Donations to 501(c)(4) organizations are not tax-deductible and organizations do not have to disclose their donors.
In September, reporter Jesse Zwick uncovered a $1.4 million donation from the Knights of Columbus to NOM in 2009, which does not seem to appear on the organization’s 990. NOM has a pattern of pushing the boundaries of disclosure laws: The organization sued the Rhode Island Board of Elections over the funding of ads, has been the subject of campaign finance complaints in Maine and Iowa and used a loophole in Minnesota campaign finance law all to avoid disclosure.
It's fascinating to me. Of all of the things I have written and said about religious right groups (including the Traditional Values Coalition, the Family Research Council, etc), I don't think I have ever had to focus on their finances. But questions about money and how the organization tries to skirt finance laws seems to be NOM's Achilles heel.
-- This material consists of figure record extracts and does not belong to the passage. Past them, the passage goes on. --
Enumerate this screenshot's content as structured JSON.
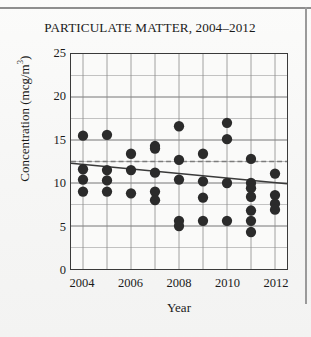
{
  "chart_data": {
    "type": "scatter",
    "title": "PARTICULATE MATTER, 2004–2012",
    "xlabel": "Year",
    "ylabel": "Concentration (mcg/m³)",
    "ylabel_main": "Concentration (mcg/m",
    "ylabel_sup": "3",
    "ylabel_tail": ")",
    "xlim": [
      2003.5,
      2012.5
    ],
    "ylim": [
      0,
      25
    ],
    "grid": true,
    "y_major_step": 5,
    "y_grid_step": 2.5,
    "x_grid_step": 1,
    "legend": "none",
    "ytick_labels": [
      "25",
      "20",
      "15",
      "10",
      "5",
      "0"
    ],
    "ytick_values": [
      25,
      20,
      15,
      10,
      5,
      0
    ],
    "xtick_labels": [
      "2004",
      "2006",
      "2008",
      "2010",
      "2012"
    ],
    "xtick_values": [
      2004,
      2006,
      2008,
      2010,
      2012
    ],
    "marker": {
      "shape": "circle",
      "color": "#2b2b2b",
      "size": 5.2
    },
    "points": [
      {
        "x": 2004,
        "y": 15.5
      },
      {
        "x": 2004,
        "y": 11.6
      },
      {
        "x": 2004,
        "y": 10.4
      },
      {
        "x": 2004,
        "y": 9.0
      },
      {
        "x": 2005,
        "y": 15.6
      },
      {
        "x": 2005,
        "y": 11.5
      },
      {
        "x": 2005,
        "y": 10.3
      },
      {
        "x": 2005,
        "y": 9.0
      },
      {
        "x": 2006,
        "y": 13.4
      },
      {
        "x": 2006,
        "y": 11.5
      },
      {
        "x": 2006,
        "y": 8.8
      },
      {
        "x": 2007,
        "y": 14.3
      },
      {
        "x": 2007,
        "y": 14.0
      },
      {
        "x": 2007,
        "y": 11.2
      },
      {
        "x": 2007,
        "y": 9.0
      },
      {
        "x": 2007,
        "y": 8.0
      },
      {
        "x": 2008,
        "y": 16.6
      },
      {
        "x": 2008,
        "y": 12.7
      },
      {
        "x": 2008,
        "y": 10.4
      },
      {
        "x": 2008,
        "y": 5.6
      },
      {
        "x": 2008,
        "y": 5.0
      },
      {
        "x": 2009,
        "y": 13.4
      },
      {
        "x": 2009,
        "y": 10.2
      },
      {
        "x": 2009,
        "y": 8.3
      },
      {
        "x": 2009,
        "y": 5.6
      },
      {
        "x": 2010,
        "y": 17.0
      },
      {
        "x": 2010,
        "y": 15.1
      },
      {
        "x": 2010,
        "y": 10.0
      },
      {
        "x": 2010,
        "y": 5.6
      },
      {
        "x": 2011,
        "y": 12.8
      },
      {
        "x": 2011,
        "y": 10.0
      },
      {
        "x": 2011,
        "y": 9.4
      },
      {
        "x": 2011,
        "y": 8.4
      },
      {
        "x": 2011,
        "y": 6.8
      },
      {
        "x": 2011,
        "y": 5.6
      },
      {
        "x": 2011,
        "y": 4.3
      },
      {
        "x": 2012,
        "y": 11.1
      },
      {
        "x": 2012,
        "y": 8.6
      },
      {
        "x": 2012,
        "y": 7.6
      },
      {
        "x": 2012,
        "y": 6.9
      }
    ],
    "trend_line": {
      "label": "trend line",
      "x_start": 2003.5,
      "y_start": 12.3,
      "x_end": 2012.5,
      "y_end": 9.9,
      "color": "#3a3a3a",
      "style": "solid"
    },
    "reference_line": {
      "label": "reference line",
      "y": 12.5,
      "color": "#7c7c7c",
      "style": "dashed"
    }
  }
}
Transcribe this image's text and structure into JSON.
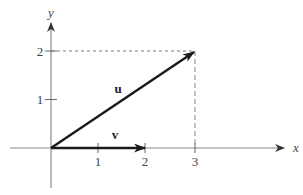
{
  "diagram": {
    "type": "vector-diagram",
    "axes": {
      "x_label": "x",
      "y_label": "y",
      "x_ticks": [
        "1",
        "2",
        "3"
      ],
      "y_ticks": [
        "1",
        "2"
      ]
    },
    "vectors": [
      {
        "name": "u",
        "label": "u",
        "from": [
          0,
          0
        ],
        "to": [
          3,
          2
        ]
      },
      {
        "name": "v",
        "label": "v",
        "from": [
          0,
          0
        ],
        "to": [
          2,
          0
        ]
      }
    ],
    "guides": [
      {
        "name": "horizontal-dashed-to-y2",
        "from": [
          0,
          2
        ],
        "to": [
          3,
          2
        ]
      },
      {
        "name": "vertical-dashed-to-x3",
        "from": [
          3,
          0
        ],
        "to": [
          3,
          2
        ]
      }
    ],
    "colors": {
      "axis": "#8a8a8a",
      "vector": "#1a1a1a",
      "guide": "#777777",
      "text": "#444444"
    }
  }
}
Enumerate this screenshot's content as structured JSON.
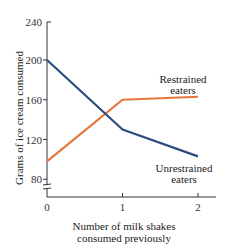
{
  "chart_data": {
    "type": "line",
    "title": "",
    "xlabel": "Number of milk shakes consumed previously",
    "xlabel_lines": [
      "Number of milk shakes",
      "consumed previously"
    ],
    "ylabel": "Grams of ice cream consumed",
    "x": [
      0,
      1,
      2
    ],
    "x_tick_labels": [
      "0",
      "1",
      "2"
    ],
    "y_ticks": [
      80,
      120,
      160,
      200,
      240
    ],
    "y_tick_labels": [
      "80",
      "120",
      "160",
      "200",
      "240"
    ],
    "ylim": [
      70,
      240
    ],
    "y_axis_break": true,
    "grid": false,
    "legend_position": "inline labels at right end of lines",
    "series": [
      {
        "name": "Restrained eaters",
        "label_lines": [
          "Restrained",
          "eaters"
        ],
        "values": [
          98,
          160,
          163
        ],
        "color": "#e8743b"
      },
      {
        "name": "Unrestrained eaters",
        "label_lines": [
          "Unrestrained",
          "eaters"
        ],
        "values": [
          200,
          130,
          103
        ],
        "color": "#2b4a7e"
      }
    ]
  }
}
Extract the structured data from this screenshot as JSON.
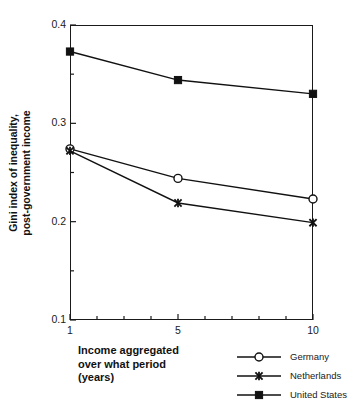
{
  "chart_data": {
    "type": "line",
    "title": "",
    "subtitle": "",
    "xlabel": "Income aggregated over what period (years)",
    "xlabel_lines": [
      "Income aggregated",
      "over what period",
      "(years)"
    ],
    "ylabel": "Gini index of inequality, post-government income",
    "ylabel_lines": [
      "Gini index of inequality,",
      "post-government income"
    ],
    "x": [
      1,
      5,
      10
    ],
    "xlim": [
      1,
      10
    ],
    "ylim": [
      0.1,
      0.4
    ],
    "xticks": [
      1,
      2,
      3,
      4,
      5,
      6,
      7,
      8,
      9,
      10
    ],
    "xtick_labels": [
      {
        "value": 1,
        "label": "1"
      },
      {
        "value": 5,
        "label": "5"
      },
      {
        "value": 10,
        "label": "10"
      }
    ],
    "yticks_major": [
      0.1,
      0.2,
      0.3,
      0.4
    ],
    "ytick_labels": [
      "0.1",
      "0.2",
      "0.3",
      "0.4"
    ],
    "yticks_minor": [
      0.15,
      0.25,
      0.35
    ],
    "grid": false,
    "legend_position": "bottom-right",
    "series": [
      {
        "name": "Germany",
        "marker": "open-circle",
        "values": [
          0.274,
          0.244,
          0.223
        ]
      },
      {
        "name": "Netherlands",
        "marker": "cross",
        "values": [
          0.272,
          0.219,
          0.199
        ]
      },
      {
        "name": "United States",
        "marker": "filled-square",
        "values": [
          0.373,
          0.344,
          0.33
        ]
      }
    ],
    "line_color": "#111111",
    "frame_color": "#1a1a1a"
  },
  "legend": {
    "items": [
      {
        "label": "Germany",
        "marker": "open-circle"
      },
      {
        "label": "Netherlands",
        "marker": "cross"
      },
      {
        "label": "United States",
        "marker": "filled-square"
      }
    ]
  }
}
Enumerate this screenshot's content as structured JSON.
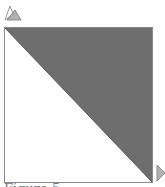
{
  "diagram": {
    "shape": "square-split-diagonal",
    "fill_region": "upper-right-triangle",
    "colors": {
      "fill": "#6e6e6e",
      "border": "#8a8a8a",
      "background": "#ffffff",
      "marker": "#b3b3b3"
    },
    "markers": [
      {
        "name": "top-left-marker",
        "shape": "up-pointing-triangles"
      },
      {
        "name": "bottom-right-marker",
        "shape": "right-pointing-triangle"
      }
    ]
  },
  "caption": {
    "text": "Figure 5"
  }
}
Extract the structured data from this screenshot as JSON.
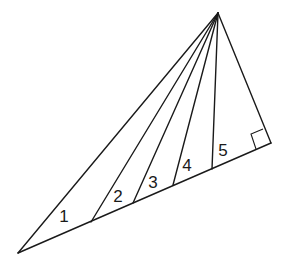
{
  "diagram": {
    "type": "geometry-figure",
    "colors": {
      "stroke": "#1a1a1a",
      "background": "#ffffff"
    },
    "vertices": {
      "apex": [
        218,
        13
      ],
      "left": [
        18,
        253
      ],
      "right": [
        271,
        143
      ]
    },
    "base_points": [
      [
        91,
        222
      ],
      [
        133,
        203
      ],
      [
        173,
        185
      ],
      [
        212,
        169
      ]
    ],
    "right_angle_marker": [
      [
        251,
        134
      ],
      [
        256,
        149
      ],
      [
        271,
        143
      ],
      [
        263,
        129
      ]
    ],
    "labels": [
      {
        "text": "1",
        "x": 64,
        "y": 218
      },
      {
        "text": "2",
        "x": 118,
        "y": 198
      },
      {
        "text": "3",
        "x": 153,
        "y": 184
      },
      {
        "text": "4",
        "x": 187,
        "y": 167
      },
      {
        "text": "5",
        "x": 223,
        "y": 152
      }
    ]
  }
}
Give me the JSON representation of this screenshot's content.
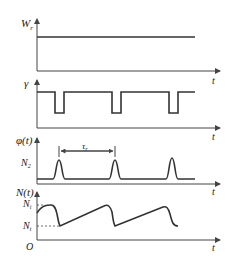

No doubt the organization will claim that all inquiries about its finances are made in an effort to undermine its work against marriage equality. Perhaps. But that doesn't take away from the fact that NOM has a problem being truthful about its finances.
According to the webpage nomexposed.org, in the span of four years, NOM's budget went from a little over $500,000 to $10 million.
And during that time, while the organization have had huge victories in places like California, Maine, and Maryland, it also left many raised eyebrows regarding its ethics and financial disclosures in those places as well as in Rhode Island, Washington State, and Iowa.
Lastly, we must remember that the chairman of NOM, Maggie Gallagher herself is no stranger to ethical impropriety. In 2005, it was discovered that she received over $40,000 from the Bush Administration to promote its marriage initiatives, which she did in her supposedly objective column published in various newspapers throughout the country.
After the discovery, Gallagher said she didn't disclose the payment (again over $40,000) because "she forgot."
It's doesn't take an Einstein to realize that beneath its veneer of supposed respectability and morality, there seems to be another, more unsavory side of NOM.
And rather than blow our stacks at the organization's success, or make cute side comments about its members, maybe it's time for those of us in the community who are adept in such things to put our shoulders to the grindstone and start uncovering all of NOM's secrets.
At the very least, it will be a new goal for me.
Related:
Nomexposed - more people need to not only join AND study this site
NOM has "generously" supplied a link to all of its tax returns for those who are interested
3 comments:
This is why I say, we need to get a mole inside NOM. Just to leak out the details.
I think thus far we have a fair money trail prominently on display, but there are slight gaps that a mole could help us to fill in.
And THEY WILL BE FILLED IN.
We need a mole inside the Mormon church, as I'm certain that is where most of their funding comes from.